CPNN (Culture of Peace News Network) bulletin of April 1, 2017

WOMEN ON THE MOVE

Since women’s equality is an essential part of the culture of peace, we must appreciate the great mobilization around Women’s Day, March 8, and the annual meeting of the United Nations Commission on the Status of Women.

On International Women’s Day, women around the world celebrated by marching in more than 50 countries. The photo essay republished by CPNN includes images from Ukraine, Bangladesh, Australia, Nigeria, Georgia, Palestine, Spain and USA. Especially impressive was the mobilization in the United States where millions of women took part in a "Day without a woman." It was organized by means of social media in the same way as the women’s demonstrations January 21 in which over 2 million protested the policies of the newly inaugurated President Trump. We have not found any way to measure how many women participated by staying away from work or to what extent their refusal to shop led to decreased sales on March 8, but we provide links to many descriptions of the day in the mass media.

Women activists were featured by various international NGOs in March. The Coalition for the International Criminal Court presented women leading the fight for global justice from Colombia, Mexico, Philippines, Lebanon, Ukraine and Mali. Amnesty International celebrated the US mobilization of "Day without a woman" by publishing "eight women who are battling on the frontline to claim their rights, refusing to wait in the face of injustice." They came from South Africa, Canada, El Salvador, China, Afghanistan, Norway, Saudi Arabia and Iran. And Nonviolent Peaceforce presented a tribute to Joan Bernstein: "Joan was the heart and soul of the U.S. and Canadian chapters of NP for many years. She helped organize the founding conference for NP, and later the annual conference of North American chapters. She provided us with vision, inspiration, resources, skills — and the endless belief that we could rise to any challenge."

Women activists from around the world gathered at the United Nations for this year’s meetings of the Commission on the Status of Women (CSW). The meetings featured:

  • The priority theme: Women’s economic empowerment in the changing world of work
  • Review theme: Challenges and achievements in the implementation of the Millennium Development Goals for women and girls (agreed conclusions of the fifty-eighth session)
  • Emerging issue/Focus area:The empowerment of indigenous women

They received a report from the UN Secretary-General’s High-Level Panel (HLP) on Women’s Economic Empowerment which identified seven main drivers of transformation:

  1. tackling adverse norms and promoting positive role models; 
  2. ensuring legal protections and reforming discriminatory laws and regulations; 
  3. recognizing, reducing and redistributing unpaid work and care; 
  4. building digital, financial and property assets; 
  5. changing corporate culture and practice;
  6. improving public sector practices in employment and procurement; and 
  7. strengthening visibility, collective voice and representation.

Many of these points were addressed in the opening statement of the CSW by the Executive Director of UN Women, Phumzile Mlambo-Ngcuka.

In one of the many side events of the CSW, the International Institute on Peace Education and the Pasos Peace Museum urged women to use important existing UN resolutions as tools for achieving equality:

Several speakers and reports pointed to Iceland as an example of a country where women’s equality is being achieved. To mark International Women’s Day, the government of Iceland announced that they will become the first country in the world to require companies to prove they pay all employees the same, regardless of gender, ethnicity, sexuality and nationality.

We conclude with the words of Phumzile Mlambo-Ngcuka, in her speech to the CSW: “The much-needed positive developments are not happening fast enough. . . . let us agree to constructive impatience.”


Transcribe the records below in their entirety, and leave out each image.

*** Block opens ***

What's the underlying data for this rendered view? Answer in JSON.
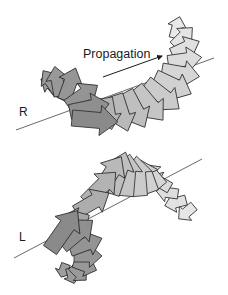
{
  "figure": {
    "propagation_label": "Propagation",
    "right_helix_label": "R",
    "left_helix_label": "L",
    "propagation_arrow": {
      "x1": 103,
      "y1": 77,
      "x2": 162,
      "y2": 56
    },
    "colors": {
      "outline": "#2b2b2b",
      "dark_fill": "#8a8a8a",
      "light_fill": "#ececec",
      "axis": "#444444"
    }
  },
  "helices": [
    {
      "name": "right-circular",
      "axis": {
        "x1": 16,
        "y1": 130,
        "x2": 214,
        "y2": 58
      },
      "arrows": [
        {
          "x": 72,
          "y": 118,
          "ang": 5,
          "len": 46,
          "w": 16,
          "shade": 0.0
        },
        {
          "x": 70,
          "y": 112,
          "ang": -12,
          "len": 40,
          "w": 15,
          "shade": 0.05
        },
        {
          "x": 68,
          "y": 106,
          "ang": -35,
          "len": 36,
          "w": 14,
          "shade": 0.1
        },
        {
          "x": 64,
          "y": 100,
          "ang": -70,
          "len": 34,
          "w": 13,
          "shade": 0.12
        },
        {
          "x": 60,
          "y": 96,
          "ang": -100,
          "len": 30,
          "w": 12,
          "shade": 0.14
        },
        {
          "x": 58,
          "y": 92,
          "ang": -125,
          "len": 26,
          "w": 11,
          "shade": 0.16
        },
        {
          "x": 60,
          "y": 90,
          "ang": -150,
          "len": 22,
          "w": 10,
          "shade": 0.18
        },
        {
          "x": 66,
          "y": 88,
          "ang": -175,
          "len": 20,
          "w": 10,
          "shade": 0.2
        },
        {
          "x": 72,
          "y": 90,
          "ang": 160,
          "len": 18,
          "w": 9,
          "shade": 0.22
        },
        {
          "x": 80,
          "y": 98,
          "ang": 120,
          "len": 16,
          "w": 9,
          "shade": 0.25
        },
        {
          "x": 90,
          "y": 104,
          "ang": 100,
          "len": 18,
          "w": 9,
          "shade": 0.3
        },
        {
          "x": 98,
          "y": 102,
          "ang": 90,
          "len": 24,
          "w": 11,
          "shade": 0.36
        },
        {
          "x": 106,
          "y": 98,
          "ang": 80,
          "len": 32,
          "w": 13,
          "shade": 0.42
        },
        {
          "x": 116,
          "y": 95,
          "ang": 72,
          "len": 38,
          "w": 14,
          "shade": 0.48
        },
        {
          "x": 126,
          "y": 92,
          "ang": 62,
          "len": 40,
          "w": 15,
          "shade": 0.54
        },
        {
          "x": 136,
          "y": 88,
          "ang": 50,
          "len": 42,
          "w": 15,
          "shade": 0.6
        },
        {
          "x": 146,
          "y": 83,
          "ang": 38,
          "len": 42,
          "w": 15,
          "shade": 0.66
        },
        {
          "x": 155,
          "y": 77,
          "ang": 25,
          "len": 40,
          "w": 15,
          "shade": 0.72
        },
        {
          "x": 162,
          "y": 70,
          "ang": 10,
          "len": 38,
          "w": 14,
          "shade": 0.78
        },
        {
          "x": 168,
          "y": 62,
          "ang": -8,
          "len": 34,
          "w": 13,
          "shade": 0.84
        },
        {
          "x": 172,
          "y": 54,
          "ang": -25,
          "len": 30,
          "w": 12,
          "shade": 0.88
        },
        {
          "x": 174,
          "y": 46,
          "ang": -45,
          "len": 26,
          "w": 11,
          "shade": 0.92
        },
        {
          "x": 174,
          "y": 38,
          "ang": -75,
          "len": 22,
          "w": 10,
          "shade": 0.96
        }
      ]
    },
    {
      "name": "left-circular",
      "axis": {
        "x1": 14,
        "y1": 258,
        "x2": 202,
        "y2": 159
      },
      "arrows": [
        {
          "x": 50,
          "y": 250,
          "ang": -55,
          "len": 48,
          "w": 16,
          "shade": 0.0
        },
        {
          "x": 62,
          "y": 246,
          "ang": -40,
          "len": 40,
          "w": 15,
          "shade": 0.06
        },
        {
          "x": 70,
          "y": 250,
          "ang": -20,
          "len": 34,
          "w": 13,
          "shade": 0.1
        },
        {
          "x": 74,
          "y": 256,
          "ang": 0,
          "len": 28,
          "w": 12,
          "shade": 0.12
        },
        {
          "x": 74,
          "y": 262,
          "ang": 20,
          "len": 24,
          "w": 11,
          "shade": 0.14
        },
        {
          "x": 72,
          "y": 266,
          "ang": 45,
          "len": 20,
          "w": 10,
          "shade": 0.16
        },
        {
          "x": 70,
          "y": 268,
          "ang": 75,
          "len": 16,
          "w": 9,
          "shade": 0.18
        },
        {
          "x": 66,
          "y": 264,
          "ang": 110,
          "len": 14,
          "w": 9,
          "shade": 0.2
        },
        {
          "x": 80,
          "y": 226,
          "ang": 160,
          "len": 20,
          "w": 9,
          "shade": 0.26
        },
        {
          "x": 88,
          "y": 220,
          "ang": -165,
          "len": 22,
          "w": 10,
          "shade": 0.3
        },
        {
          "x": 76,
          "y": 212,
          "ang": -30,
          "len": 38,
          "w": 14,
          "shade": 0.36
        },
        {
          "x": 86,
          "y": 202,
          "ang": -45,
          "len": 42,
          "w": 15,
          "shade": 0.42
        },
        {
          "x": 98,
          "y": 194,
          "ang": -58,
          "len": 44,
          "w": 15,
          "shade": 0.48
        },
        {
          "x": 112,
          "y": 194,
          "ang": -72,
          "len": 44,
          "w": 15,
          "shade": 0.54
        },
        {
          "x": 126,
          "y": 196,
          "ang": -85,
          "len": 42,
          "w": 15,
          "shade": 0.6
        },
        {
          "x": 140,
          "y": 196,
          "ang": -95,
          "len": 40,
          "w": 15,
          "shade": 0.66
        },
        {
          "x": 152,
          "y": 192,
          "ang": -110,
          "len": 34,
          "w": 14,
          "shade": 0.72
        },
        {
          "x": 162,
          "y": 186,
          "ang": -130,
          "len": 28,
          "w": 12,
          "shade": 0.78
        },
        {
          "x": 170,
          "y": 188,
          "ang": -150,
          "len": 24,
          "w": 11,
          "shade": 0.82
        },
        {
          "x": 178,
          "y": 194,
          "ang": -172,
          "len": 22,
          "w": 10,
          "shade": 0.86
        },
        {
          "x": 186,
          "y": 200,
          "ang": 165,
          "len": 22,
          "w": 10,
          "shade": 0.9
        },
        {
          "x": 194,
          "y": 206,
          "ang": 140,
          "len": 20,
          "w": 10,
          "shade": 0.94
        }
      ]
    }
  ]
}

*** Block closes ***

▶ Solution to this problem
What's the underlying data for this rendered view? Answer in JSON.
{
  "figure": {
    "propagation_label": "Propagation",
    "right_helix_label": "R",
    "left_helix_label": "L",
    "propagation_arrow": {
      "x1": 103,
      "y1": 77,
      "x2": 162,
      "y2": 56
    },
    "colors": {
      "outline": "#2b2b2b",
      "dark_fill": "#8a8a8a",
      "light_fill": "#ececec",
      "axis": "#444444"
    }
  },
  "helices": [
    {
      "name": "right-circular",
      "axis": {
        "x1": 16,
        "y1": 130,
        "x2": 214,
        "y2": 58
      },
      "arrows": [
        {
          "x": 72,
          "y": 118,
          "ang": 5,
          "len": 46,
          "w": 16,
          "shade": 0.0
        },
        {
          "x": 70,
          "y": 112,
          "ang": -12,
          "len": 40,
          "w": 15,
          "shade": 0.05
        },
        {
          "x": 68,
          "y": 106,
          "ang": -35,
          "len": 36,
          "w": 14,
          "shade": 0.1
        },
        {
          "x": 64,
          "y": 100,
          "ang": -70,
          "len": 34,
          "w": 13,
          "shade": 0.12
        },
        {
          "x": 60,
          "y": 96,
          "ang": -100,
          "len": 30,
          "w": 12,
          "shade": 0.14
        },
        {
          "x": 58,
          "y": 92,
          "ang": -125,
          "len": 26,
          "w": 11,
          "shade": 0.16
        },
        {
          "x": 60,
          "y": 90,
          "ang": -150,
          "len": 22,
          "w": 10,
          "shade": 0.18
        },
        {
          "x": 66,
          "y": 88,
          "ang": -175,
          "len": 20,
          "w": 10,
          "shade": 0.2
        },
        {
          "x": 72,
          "y": 90,
          "ang": 160,
          "len": 18,
          "w": 9,
          "shade": 0.22
        },
        {
          "x": 80,
          "y": 98,
          "ang": 120,
          "len": 16,
          "w": 9,
          "shade": 0.25
        },
        {
          "x": 90,
          "y": 104,
          "ang": 100,
          "len": 18,
          "w": 9,
          "shade": 0.3
        },
        {
          "x": 98,
          "y": 102,
          "ang": 90,
          "len": 24,
          "w": 11,
          "shade": 0.36
        },
        {
          "x": 106,
          "y": 98,
          "ang": 80,
          "len": 32,
          "w": 13,
          "shade": 0.42
        },
        {
          "x": 116,
          "y": 95,
          "ang": 72,
          "len": 38,
          "w": 14,
          "shade": 0.48
        },
        {
          "x": 126,
          "y": 92,
          "ang": 62,
          "len": 40,
          "w": 15,
          "shade": 0.54
        },
        {
          "x": 136,
          "y": 88,
          "ang": 50,
          "len": 42,
          "w": 15,
          "shade": 0.6
        },
        {
          "x": 146,
          "y": 83,
          "ang": 38,
          "len": 42,
          "w": 15,
          "shade": 0.66
        },
        {
          "x": 155,
          "y": 77,
          "ang": 25,
          "len": 40,
          "w": 15,
          "shade": 0.72
        },
        {
          "x": 162,
          "y": 70,
          "ang": 10,
          "len": 38,
          "w": 14,
          "shade": 0.78
        },
        {
          "x": 168,
          "y": 62,
          "ang": -8,
          "len": 34,
          "w": 13,
          "shade": 0.84
        },
        {
          "x": 172,
          "y": 54,
          "ang": -25,
          "len": 30,
          "w": 12,
          "shade": 0.88
        },
        {
          "x": 174,
          "y": 46,
          "ang": -45,
          "len": 26,
          "w": 11,
          "shade": 0.92
        },
        {
          "x": 174,
          "y": 38,
          "ang": -75,
          "len": 22,
          "w": 10,
          "shade": 0.96
        }
      ]
    },
    {
      "name": "left-circular",
      "axis": {
        "x1": 14,
        "y1": 258,
        "x2": 202,
        "y2": 159
      },
      "arrows": [
        {
          "x": 50,
          "y": 250,
          "ang": -55,
          "len": 48,
          "w": 16,
          "shade": 0.0
        },
        {
          "x": 62,
          "y": 246,
          "ang": -40,
          "len": 40,
          "w": 15,
          "shade": 0.06
        },
        {
          "x": 70,
          "y": 250,
          "ang": -20,
          "len": 34,
          "w": 13,
          "shade": 0.1
        },
        {
          "x": 74,
          "y": 256,
          "ang": 0,
          "len": 28,
          "w": 12,
          "shade": 0.12
        },
        {
          "x": 74,
          "y": 262,
          "ang": 20,
          "len": 24,
          "w": 11,
          "shade": 0.14
        },
        {
          "x": 72,
          "y": 266,
          "ang": 45,
          "len": 20,
          "w": 10,
          "shade": 0.16
        },
        {
          "x": 70,
          "y": 268,
          "ang": 75,
          "len": 16,
          "w": 9,
          "shade": 0.18
        },
        {
          "x": 66,
          "y": 264,
          "ang": 110,
          "len": 14,
          "w": 9,
          "shade": 0.2
        },
        {
          "x": 80,
          "y": 226,
          "ang": 160,
          "len": 20,
          "w": 9,
          "shade": 0.26
        },
        {
          "x": 88,
          "y": 220,
          "ang": -165,
          "len": 22,
          "w": 10,
          "shade": 0.3
        },
        {
          "x": 76,
          "y": 212,
          "ang": -30,
          "len": 38,
          "w": 14,
          "shade": 0.36
        },
        {
          "x": 86,
          "y": 202,
          "ang": -45,
          "len": 42,
          "w": 15,
          "shade": 0.42
        },
        {
          "x": 98,
          "y": 194,
          "ang": -58,
          "len": 44,
          "w": 15,
          "shade": 0.48
        },
        {
          "x": 112,
          "y": 194,
          "ang": -72,
          "len": 44,
          "w": 15,
          "shade": 0.54
        },
        {
          "x": 126,
          "y": 196,
          "ang": -85,
          "len": 42,
          "w": 15,
          "shade": 0.6
        },
        {
          "x": 140,
          "y": 196,
          "ang": -95,
          "len": 40,
          "w": 15,
          "shade": 0.66
        },
        {
          "x": 152,
          "y": 192,
          "ang": -110,
          "len": 34,
          "w": 14,
          "shade": 0.72
        },
        {
          "x": 162,
          "y": 186,
          "ang": -130,
          "len": 28,
          "w": 12,
          "shade": 0.78
        },
        {
          "x": 170,
          "y": 188,
          "ang": -150,
          "len": 24,
          "w": 11,
          "shade": 0.82
        },
        {
          "x": 178,
          "y": 194,
          "ang": -172,
          "len": 22,
          "w": 10,
          "shade": 0.86
        },
        {
          "x": 186,
          "y": 200,
          "ang": 165,
          "len": 22,
          "w": 10,
          "shade": 0.9
        },
        {
          "x": 194,
          "y": 206,
          "ang": 140,
          "len": 20,
          "w": 10,
          "shade": 0.94
        }
      ]
    }
  ]
}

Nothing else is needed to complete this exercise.